Interior: Unplastered walls ; double-chamfered tower arch ; 1860 chancel arch with
moulded responds with carved capitals ; 5-bay north and south arcades with moulded
piers and arches and carved capitals, the rood screen sited 1 bay west of the chancel
arch. C19 unceiled wagon roofs with moulded ribs and foliage bosses, the south
chapel (now the organ chamber) roof with a good painted scheme. The rood screen
does not fit its present position perfectly, parts of it are said to be the parclose
screens to the Greenway aisle at Tiverton (Cresswell), brought to Powderham circa
1820. Cresswell aslo notes an inscription on the last panel of the south side date
of 1853 and recording that "...ye upper part of ye Skrene completed by James William
Fraser as a thankoffering during his temporry residence at Powderham Castle". The
painted wainscot panels do not belong to the present screen and are tacked on to it.
A western screen in the tower arch is also partly medieval ; 4-bay parcloses to the
Courtenay pew and the organ chamber are largely C19 with some medieval tracery.
The chancel has stone gabled 3-tier frames with crockets and finials to earlier
commandment boards, a C19 timber altar and a 2-tier cinquefoil-headed piscina. Good
choir stalls, those to the rear collegiate in a C17 style, the inner stalls with
poppyhead finials. The Courtenay family pew to the north of the choir retains circa
late C19 padded leather button-back seats. On the south side the former Courtenay
chapel, now largely filled with the organ, has good tiling by W. Godwin of Hereford
and a notable life size white marble effigy of Elizabeth, Countess of Devon, died
1867, by Stephens (Pevsner) on a stone chest decorated with armorial bearings.
The nave has a late C19 open timber drum pulpit, an octagonal font with a carved
bowl, either designed or recut in the C19, on a thick stem with a probably C18 font
cover. Set of late C19 benches with wide square-headed ends carved with tracery.
Sculptured Royal Arms over the south door fixed on top of an earlier, painted, Royal
Arms. The chamfered doorway to the former rood loft stair turret survives, one bay
west of the position of the present screen. A painting by Cosway, formerly part of
the reredos, hangs on the north wall and the sculptured figures of Moses and Aaron on
the tower screen may also originate from an earlier reredos.

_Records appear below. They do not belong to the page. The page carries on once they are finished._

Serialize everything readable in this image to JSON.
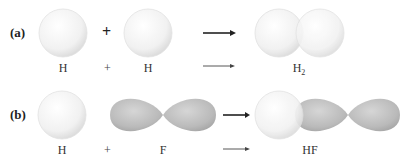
{
  "figure": {
    "panels": [
      {
        "label": "(a)",
        "reactants": [
          {
            "symbol": "H",
            "orbital": "s"
          },
          {
            "symbol": "H",
            "orbital": "s"
          }
        ],
        "operator": "+",
        "product": {
          "formula": "H",
          "subscript": "2",
          "orbital": "s-s overlap"
        }
      },
      {
        "label": "(b)",
        "reactants": [
          {
            "symbol": "H",
            "orbital": "s"
          },
          {
            "symbol": "F",
            "orbital": "p"
          }
        ],
        "operator": "+",
        "product": {
          "formula": "HF",
          "subscript": "",
          "orbital": "s-p overlap"
        }
      }
    ],
    "colors": {
      "s_orbital": "#f4f4f4",
      "p_orbital": "#bdbdbd",
      "arrow": "#222222",
      "background": "#ffffff"
    }
  }
}
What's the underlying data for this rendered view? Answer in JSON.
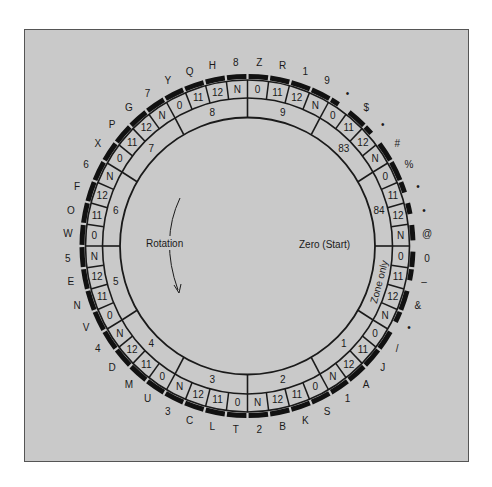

Monuments Circa early C14 effigy of a lady beneath an ogee arch in the north wall of
the chancel in an unusually good state of preservation with a square-headed head-
dress, the head supported by angels, the feet resting on a dog with an ornamented
collar. On the south side of the chancel a stone canopied tomb is inset with a brass
foliated cross and brass plaques to members of the Courtenay family are fixed to the
base. The monument, finely carved, is said by Cresswell to be a copy of the medieval
Courtenay tomb at Colyton but Bond and Camm record that it incorporates ornamental
stone screenwork removed from Tiverton church in the early C19.

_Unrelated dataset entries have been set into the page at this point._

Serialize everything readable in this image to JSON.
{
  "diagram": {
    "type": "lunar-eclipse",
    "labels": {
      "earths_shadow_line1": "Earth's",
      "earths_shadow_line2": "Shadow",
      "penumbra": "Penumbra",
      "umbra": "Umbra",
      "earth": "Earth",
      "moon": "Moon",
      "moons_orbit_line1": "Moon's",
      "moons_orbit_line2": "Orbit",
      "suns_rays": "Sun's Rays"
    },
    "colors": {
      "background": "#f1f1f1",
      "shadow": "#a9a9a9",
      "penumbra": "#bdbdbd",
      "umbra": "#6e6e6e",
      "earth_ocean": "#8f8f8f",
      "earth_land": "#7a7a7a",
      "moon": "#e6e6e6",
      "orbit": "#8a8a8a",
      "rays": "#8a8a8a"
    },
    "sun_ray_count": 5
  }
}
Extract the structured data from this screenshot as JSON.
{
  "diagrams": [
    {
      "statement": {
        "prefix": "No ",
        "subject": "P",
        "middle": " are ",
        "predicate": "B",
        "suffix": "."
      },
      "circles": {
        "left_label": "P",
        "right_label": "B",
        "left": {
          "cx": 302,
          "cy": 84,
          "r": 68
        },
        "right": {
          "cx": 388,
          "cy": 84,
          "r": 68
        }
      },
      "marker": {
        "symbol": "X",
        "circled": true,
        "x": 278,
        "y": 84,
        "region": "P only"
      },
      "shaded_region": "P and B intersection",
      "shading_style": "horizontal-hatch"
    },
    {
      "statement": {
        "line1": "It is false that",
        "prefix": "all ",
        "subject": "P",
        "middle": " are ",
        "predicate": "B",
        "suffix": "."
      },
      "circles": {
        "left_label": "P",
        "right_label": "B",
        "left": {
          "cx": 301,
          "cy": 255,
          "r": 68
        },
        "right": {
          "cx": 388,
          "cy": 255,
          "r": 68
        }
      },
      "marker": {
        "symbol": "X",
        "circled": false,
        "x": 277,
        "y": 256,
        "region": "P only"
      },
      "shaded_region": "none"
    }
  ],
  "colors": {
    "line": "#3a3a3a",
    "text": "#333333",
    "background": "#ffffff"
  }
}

Glass C15 fragments collected in a window in the north aisle by Drake of Exeter in
1906. East window of south aisle commemorating T.P. Courtenay erected about 1844,
designed by Wailes : southermost window of south aisle high quality by Clayton and
Bell of circa 1870. East window of the Courtenay family pew by Willement, north
window by Beer of Exeter with a memorial date of 1843. 2 windows in the south aisle
with quarry glass by Drake of Exeter. Window in north aisle, the inscription on tin
panels in the lower parts of the lights, circa 1898, by Drake of Exeter commemorating
the 13th Earl, his wife and son.

Bond, F.B. and Camm, Don Bede, Roodscreens and Roodlofts (1909), vol. II, p.344.
Cresswell, B., Notes on churches in the Deanery of Kenn (1912), pp 130-140.
Pevsner, South Devon (1952).
Devon Nineteenth Century Churches Project.